In at least one way, the Charlotte Checkers are headed toward a very good season
The Charlotte Checkers return home this week for four final regular-season games at Bojangles’ Coliseum, and they appear headed to one of their most successful seasons at the box office.
Average attendance this season has been 6,411, which is up from last season’s average of 6,179.
The Checkers’ best American Hockey League attendance average was their first season in the league – 2012-13 – when they averaged 6,781 at the Spectrum Center (then known as Time Warner Cable Arena). The worst was 2014-15, when the average was 5,822.
The Checkers moved from the uptown area to Bojangles’ Coliseum last season.
Their current average puts them 11th among the 30 teams in the AHL. The league-leader is San Diego, at 9,192. Right behind are Hershey (9,036, a very strong performance for a small-market team) and Cleveland (9,010).
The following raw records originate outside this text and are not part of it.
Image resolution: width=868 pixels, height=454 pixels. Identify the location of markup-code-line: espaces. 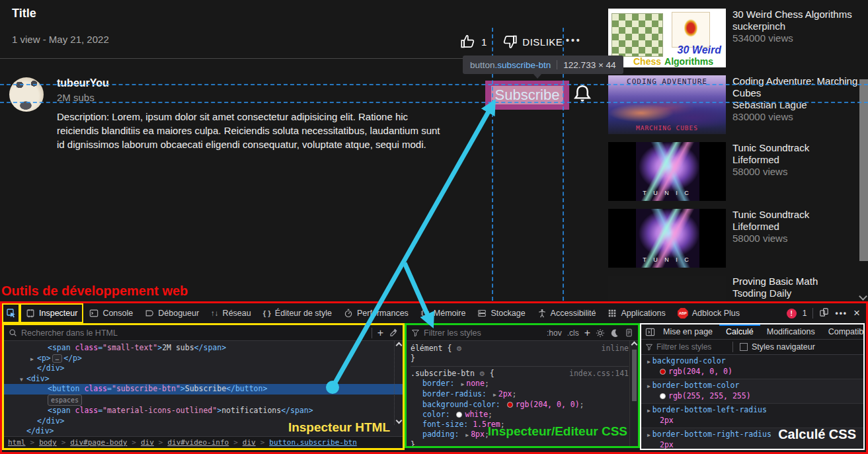
(204, 400).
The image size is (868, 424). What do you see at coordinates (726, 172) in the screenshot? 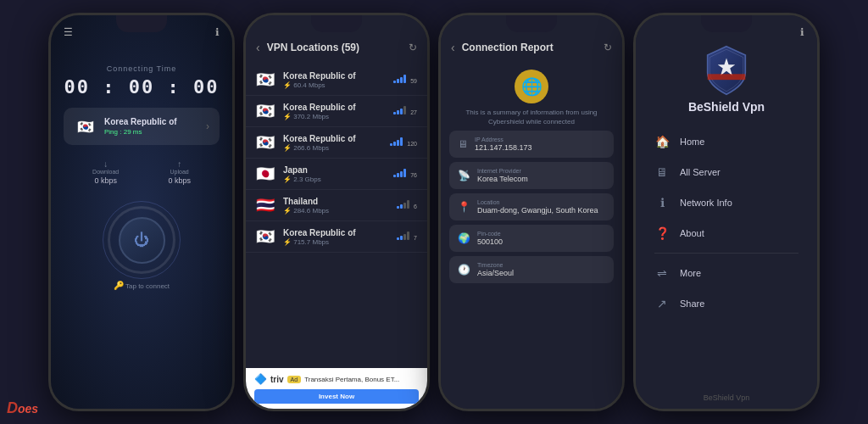
I see `menu-item-all-server: 🖥 All Server` at bounding box center [726, 172].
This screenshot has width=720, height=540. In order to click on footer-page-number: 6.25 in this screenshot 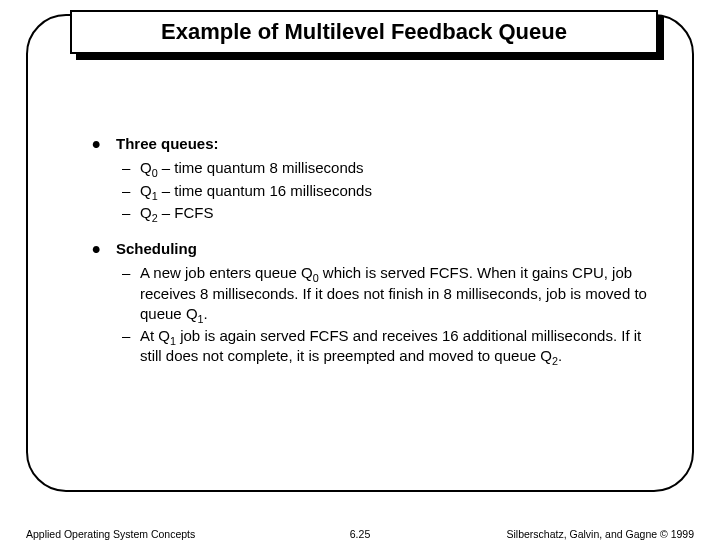, I will do `click(360, 534)`.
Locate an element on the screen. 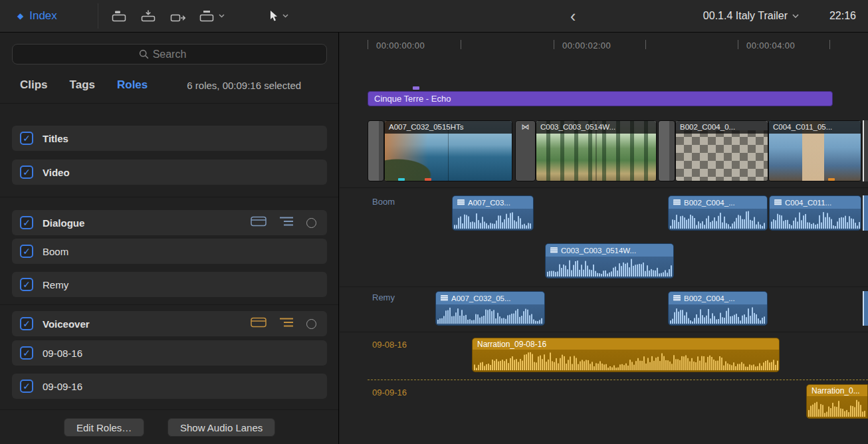  role-label: Video is located at coordinates (56, 173).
The Checkers are home Tuesday, Wednesday, Saturday and Sunday this week.
Here’s a summary of where the team stands:
Friday: The Checkers got one important point in the standings in a 4-3 overtime loss to the host Rochester Americans. Charlotte led three times in the game, but the Americans battled back. Rochester scored the winning goal on Colin Blackwell’s breakaway tally just 12 seconds into overtime.
Trevor Carrick, Julien Gauthier and Greg McKegg scored for the Checkers.
Saturday: The Checkers snapped the Syracuse Crunch’s seven-game winning streak, taking a 3-1 triumph in Syracuse. The line of McKegg, Andrew Poturalski and Aleksi Saarela accounted for all the scoring, with McKegg notching two goals and an assist, Poturalski getting three assists, and Saarela scoring a goal and adding two assists.
Backup goalie Jeremy Smith made 27 saves.
The standings: The Checkers remain in the fourth and final AHL Atlantic Division playoff spot, eight points ahead of fifth-place Bridgeport Sound. They trail second-place Wilkes-Barre/Scranton by four points and third-place Providence by three.
The week ahead: The Checkers entertain first-place Lehigh Valley at 7 p.m. Tuesday and Wednesday, then are home against the Hershey Bears at 6 p.m. Saturday and 1 p.m. Sunday. If the season ended today, the Checkers and Lehigh Valley would be first-round playoff foes.